=== Section Start ===

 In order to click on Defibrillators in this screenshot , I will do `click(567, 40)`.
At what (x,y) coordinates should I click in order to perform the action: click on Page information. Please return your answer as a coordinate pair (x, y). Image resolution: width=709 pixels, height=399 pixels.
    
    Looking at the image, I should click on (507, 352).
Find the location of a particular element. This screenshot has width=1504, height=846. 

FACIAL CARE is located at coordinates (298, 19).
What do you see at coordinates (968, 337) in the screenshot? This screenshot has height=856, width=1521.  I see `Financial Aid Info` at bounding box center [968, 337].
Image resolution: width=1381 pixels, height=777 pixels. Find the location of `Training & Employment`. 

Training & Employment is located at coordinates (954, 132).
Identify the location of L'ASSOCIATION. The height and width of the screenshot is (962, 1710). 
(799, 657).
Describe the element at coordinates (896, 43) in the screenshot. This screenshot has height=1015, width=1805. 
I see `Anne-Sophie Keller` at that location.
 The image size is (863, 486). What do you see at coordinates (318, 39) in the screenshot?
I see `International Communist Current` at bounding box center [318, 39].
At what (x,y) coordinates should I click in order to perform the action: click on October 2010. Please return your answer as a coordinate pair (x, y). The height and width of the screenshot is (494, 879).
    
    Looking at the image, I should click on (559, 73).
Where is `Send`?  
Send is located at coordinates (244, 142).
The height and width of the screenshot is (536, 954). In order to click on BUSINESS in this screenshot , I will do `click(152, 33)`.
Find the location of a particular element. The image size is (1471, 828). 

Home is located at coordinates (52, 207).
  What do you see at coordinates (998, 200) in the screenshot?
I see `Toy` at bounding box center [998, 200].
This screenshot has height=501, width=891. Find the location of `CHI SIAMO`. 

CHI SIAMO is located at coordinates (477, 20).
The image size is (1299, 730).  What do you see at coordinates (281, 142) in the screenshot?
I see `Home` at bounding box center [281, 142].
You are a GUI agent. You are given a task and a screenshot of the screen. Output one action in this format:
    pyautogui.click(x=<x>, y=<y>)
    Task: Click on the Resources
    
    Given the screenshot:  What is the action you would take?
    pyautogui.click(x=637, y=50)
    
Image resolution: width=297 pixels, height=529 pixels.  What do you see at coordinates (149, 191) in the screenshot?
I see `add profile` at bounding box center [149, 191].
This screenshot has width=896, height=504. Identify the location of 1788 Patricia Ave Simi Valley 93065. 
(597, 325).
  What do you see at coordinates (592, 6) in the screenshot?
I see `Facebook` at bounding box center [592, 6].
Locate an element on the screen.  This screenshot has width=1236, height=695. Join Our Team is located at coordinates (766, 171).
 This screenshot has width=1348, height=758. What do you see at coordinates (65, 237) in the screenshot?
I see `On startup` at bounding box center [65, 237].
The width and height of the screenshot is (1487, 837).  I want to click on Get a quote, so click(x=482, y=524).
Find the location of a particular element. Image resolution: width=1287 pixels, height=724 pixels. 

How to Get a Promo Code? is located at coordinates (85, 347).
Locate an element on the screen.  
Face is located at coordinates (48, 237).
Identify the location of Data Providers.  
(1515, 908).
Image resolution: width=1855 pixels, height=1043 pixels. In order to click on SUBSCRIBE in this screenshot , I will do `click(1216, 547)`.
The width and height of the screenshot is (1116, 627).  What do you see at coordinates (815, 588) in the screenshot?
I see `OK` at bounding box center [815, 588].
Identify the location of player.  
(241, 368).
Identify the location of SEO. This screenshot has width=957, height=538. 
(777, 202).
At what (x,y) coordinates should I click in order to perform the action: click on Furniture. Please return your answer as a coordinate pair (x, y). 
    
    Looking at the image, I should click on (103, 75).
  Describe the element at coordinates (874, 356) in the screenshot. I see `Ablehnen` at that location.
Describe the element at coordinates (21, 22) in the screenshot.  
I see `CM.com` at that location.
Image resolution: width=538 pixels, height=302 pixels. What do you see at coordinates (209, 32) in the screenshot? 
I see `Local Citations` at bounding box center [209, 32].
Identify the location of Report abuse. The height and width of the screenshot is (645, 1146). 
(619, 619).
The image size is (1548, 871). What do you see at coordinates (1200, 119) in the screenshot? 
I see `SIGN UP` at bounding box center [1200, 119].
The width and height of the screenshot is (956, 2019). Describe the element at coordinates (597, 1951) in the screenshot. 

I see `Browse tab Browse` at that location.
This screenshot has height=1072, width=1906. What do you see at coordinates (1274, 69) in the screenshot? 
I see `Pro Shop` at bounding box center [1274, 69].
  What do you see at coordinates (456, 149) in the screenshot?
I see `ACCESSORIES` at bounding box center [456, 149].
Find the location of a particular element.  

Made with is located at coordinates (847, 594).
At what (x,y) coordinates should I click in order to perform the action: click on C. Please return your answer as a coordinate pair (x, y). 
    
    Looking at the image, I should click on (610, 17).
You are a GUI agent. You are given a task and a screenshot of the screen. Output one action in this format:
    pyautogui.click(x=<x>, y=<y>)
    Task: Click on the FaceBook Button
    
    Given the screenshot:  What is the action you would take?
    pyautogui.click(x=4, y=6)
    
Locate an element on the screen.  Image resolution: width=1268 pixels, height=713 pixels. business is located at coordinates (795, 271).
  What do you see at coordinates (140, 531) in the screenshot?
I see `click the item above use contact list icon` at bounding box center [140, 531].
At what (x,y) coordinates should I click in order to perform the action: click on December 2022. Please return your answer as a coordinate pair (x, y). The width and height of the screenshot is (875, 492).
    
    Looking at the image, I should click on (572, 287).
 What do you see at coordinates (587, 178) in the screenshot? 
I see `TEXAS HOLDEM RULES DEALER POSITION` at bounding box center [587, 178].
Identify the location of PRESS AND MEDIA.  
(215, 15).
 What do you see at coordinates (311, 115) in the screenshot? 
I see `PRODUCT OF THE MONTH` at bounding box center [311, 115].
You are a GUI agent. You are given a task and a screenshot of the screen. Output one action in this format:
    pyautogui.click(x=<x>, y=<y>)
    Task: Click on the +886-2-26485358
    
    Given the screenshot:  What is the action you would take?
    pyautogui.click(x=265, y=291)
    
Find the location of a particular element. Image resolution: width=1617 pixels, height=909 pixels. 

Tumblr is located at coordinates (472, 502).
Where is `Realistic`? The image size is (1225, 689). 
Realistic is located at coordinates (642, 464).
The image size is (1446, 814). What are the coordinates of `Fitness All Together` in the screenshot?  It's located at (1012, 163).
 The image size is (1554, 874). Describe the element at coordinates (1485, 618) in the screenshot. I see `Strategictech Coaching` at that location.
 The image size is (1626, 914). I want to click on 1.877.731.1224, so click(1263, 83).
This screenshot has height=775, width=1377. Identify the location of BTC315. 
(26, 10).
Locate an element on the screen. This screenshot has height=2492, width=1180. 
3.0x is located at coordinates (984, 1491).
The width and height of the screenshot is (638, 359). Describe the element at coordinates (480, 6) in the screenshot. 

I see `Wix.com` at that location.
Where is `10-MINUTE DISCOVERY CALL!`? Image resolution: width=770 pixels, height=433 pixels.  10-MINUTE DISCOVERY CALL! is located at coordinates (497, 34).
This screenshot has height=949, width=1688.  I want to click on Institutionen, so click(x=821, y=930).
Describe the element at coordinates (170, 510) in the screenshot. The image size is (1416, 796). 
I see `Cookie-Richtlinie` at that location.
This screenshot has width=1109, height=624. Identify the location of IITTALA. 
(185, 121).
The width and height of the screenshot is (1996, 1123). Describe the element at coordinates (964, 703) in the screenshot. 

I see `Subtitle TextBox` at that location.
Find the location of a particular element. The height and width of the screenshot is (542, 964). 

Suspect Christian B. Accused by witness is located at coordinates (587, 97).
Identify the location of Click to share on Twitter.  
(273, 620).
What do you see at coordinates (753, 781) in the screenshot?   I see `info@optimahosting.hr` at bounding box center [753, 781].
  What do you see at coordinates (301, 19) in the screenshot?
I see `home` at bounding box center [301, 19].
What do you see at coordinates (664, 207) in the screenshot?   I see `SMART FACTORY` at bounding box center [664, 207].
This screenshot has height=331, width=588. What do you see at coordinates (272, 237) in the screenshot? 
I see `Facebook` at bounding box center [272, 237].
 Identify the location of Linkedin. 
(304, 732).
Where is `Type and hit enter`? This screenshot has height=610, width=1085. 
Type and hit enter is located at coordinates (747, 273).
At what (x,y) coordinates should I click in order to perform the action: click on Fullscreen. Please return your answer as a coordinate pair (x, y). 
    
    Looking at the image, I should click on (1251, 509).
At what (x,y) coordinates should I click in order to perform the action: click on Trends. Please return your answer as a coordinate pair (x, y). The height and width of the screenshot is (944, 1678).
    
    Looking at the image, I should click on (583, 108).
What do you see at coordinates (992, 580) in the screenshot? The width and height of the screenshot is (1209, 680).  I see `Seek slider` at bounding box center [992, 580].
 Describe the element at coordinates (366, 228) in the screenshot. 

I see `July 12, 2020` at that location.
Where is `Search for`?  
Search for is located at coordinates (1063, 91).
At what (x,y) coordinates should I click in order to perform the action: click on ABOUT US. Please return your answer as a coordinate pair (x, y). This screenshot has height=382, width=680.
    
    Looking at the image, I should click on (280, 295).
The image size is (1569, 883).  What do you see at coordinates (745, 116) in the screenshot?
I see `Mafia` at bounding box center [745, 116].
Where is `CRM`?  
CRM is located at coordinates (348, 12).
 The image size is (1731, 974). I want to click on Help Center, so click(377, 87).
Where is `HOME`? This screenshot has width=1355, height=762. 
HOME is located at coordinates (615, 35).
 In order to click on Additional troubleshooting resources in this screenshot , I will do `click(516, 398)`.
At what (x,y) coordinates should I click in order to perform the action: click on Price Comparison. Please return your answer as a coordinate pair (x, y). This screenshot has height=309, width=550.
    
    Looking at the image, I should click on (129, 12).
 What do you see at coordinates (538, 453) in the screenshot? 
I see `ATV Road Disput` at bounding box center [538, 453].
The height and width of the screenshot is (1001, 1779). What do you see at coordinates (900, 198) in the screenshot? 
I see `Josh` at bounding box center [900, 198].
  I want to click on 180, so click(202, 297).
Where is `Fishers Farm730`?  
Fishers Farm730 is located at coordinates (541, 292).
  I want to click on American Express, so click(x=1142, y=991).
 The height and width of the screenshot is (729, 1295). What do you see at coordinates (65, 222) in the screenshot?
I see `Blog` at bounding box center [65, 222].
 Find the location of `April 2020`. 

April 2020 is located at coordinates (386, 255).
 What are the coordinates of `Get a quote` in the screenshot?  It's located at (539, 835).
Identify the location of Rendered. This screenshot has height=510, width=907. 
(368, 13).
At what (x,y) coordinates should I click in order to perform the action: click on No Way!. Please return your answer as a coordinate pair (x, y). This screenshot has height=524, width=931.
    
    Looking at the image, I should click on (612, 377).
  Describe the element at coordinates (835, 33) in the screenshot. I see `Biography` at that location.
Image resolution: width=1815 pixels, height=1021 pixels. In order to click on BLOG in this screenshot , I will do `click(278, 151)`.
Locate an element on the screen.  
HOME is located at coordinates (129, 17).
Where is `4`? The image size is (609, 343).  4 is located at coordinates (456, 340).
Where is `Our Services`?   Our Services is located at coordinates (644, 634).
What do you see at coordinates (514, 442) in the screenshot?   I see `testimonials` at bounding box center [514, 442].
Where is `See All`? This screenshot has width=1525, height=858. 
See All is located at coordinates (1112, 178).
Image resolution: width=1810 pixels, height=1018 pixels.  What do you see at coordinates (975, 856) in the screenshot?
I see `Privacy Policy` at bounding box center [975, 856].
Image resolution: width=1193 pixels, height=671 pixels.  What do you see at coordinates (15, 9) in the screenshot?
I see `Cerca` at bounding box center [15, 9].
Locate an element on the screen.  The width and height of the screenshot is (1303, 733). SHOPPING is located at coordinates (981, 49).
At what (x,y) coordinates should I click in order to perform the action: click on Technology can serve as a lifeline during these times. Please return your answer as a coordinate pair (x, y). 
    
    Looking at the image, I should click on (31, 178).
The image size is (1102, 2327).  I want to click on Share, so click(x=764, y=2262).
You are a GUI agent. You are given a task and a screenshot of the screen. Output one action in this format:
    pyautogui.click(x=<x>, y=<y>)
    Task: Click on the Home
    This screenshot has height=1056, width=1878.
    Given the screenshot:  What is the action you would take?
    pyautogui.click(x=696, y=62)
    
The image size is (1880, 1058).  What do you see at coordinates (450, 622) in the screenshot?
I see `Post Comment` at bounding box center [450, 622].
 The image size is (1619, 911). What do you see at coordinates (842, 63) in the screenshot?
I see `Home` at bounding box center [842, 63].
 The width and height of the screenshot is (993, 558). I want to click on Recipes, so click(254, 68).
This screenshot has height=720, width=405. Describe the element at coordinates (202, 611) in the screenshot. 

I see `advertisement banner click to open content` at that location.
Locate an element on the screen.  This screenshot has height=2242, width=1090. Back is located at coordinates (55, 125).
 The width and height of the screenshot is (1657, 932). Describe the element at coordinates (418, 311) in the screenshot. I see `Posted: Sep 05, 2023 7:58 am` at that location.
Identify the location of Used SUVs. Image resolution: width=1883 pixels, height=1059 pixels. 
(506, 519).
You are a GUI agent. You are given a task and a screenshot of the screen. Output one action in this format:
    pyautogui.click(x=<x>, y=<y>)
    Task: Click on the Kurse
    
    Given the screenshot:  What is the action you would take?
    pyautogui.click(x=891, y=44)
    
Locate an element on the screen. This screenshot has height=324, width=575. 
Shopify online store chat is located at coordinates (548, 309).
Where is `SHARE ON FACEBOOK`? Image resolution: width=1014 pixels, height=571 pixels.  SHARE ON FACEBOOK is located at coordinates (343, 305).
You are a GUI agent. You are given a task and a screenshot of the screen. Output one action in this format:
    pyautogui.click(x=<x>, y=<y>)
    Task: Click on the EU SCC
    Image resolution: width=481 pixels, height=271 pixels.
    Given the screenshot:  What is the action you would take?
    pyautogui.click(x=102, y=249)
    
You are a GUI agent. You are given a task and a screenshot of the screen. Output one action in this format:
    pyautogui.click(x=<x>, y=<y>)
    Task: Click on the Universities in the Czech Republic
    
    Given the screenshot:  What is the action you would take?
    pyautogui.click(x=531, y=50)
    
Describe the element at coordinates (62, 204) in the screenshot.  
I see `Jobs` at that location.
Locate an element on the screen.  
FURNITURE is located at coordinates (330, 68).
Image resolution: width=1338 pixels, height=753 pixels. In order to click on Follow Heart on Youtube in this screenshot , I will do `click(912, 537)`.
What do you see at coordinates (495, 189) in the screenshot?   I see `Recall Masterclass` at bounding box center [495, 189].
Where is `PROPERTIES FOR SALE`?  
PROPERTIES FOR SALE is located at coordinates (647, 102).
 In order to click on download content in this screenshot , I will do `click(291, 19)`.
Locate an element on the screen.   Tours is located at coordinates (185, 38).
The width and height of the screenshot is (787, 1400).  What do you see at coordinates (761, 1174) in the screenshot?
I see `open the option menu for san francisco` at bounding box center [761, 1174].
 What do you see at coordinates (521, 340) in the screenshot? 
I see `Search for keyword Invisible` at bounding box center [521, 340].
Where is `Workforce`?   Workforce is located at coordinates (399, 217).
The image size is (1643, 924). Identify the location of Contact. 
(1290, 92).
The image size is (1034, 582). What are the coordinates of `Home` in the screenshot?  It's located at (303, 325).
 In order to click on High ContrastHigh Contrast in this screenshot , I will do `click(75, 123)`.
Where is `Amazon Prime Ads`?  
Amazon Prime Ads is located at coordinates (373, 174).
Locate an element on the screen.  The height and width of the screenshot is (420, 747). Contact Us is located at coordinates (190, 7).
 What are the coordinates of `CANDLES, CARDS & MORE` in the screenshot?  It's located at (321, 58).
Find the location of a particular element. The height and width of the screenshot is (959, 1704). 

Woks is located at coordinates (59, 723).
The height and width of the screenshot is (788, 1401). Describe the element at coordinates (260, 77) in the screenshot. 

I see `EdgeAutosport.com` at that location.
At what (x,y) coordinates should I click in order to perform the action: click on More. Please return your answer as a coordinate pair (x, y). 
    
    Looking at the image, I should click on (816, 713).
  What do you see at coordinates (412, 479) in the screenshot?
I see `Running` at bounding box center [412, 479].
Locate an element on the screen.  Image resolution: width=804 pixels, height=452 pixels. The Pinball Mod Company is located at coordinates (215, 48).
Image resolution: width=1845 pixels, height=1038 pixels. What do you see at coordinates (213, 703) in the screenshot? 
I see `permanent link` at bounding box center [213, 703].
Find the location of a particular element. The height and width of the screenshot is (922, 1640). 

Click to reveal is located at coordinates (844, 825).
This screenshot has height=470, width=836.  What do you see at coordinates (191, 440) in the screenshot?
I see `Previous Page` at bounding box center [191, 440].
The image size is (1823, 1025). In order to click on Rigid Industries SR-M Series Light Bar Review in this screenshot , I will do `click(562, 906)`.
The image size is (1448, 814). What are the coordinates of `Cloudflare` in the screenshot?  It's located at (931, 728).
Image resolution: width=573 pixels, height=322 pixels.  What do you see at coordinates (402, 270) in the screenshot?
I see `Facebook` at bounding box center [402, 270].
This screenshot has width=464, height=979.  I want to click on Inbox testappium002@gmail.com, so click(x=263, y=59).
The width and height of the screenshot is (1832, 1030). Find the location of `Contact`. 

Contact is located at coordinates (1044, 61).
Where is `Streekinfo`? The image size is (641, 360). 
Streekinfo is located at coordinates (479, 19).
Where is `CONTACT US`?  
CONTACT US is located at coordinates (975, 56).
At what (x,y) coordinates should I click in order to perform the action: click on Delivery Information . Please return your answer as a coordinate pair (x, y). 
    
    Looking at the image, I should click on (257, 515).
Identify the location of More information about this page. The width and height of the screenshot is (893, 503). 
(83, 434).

=== Section End ===

_Problem statement_
Of all the lines above, count the ones that include the string "quote" and give the number alone.

_Answer section_
2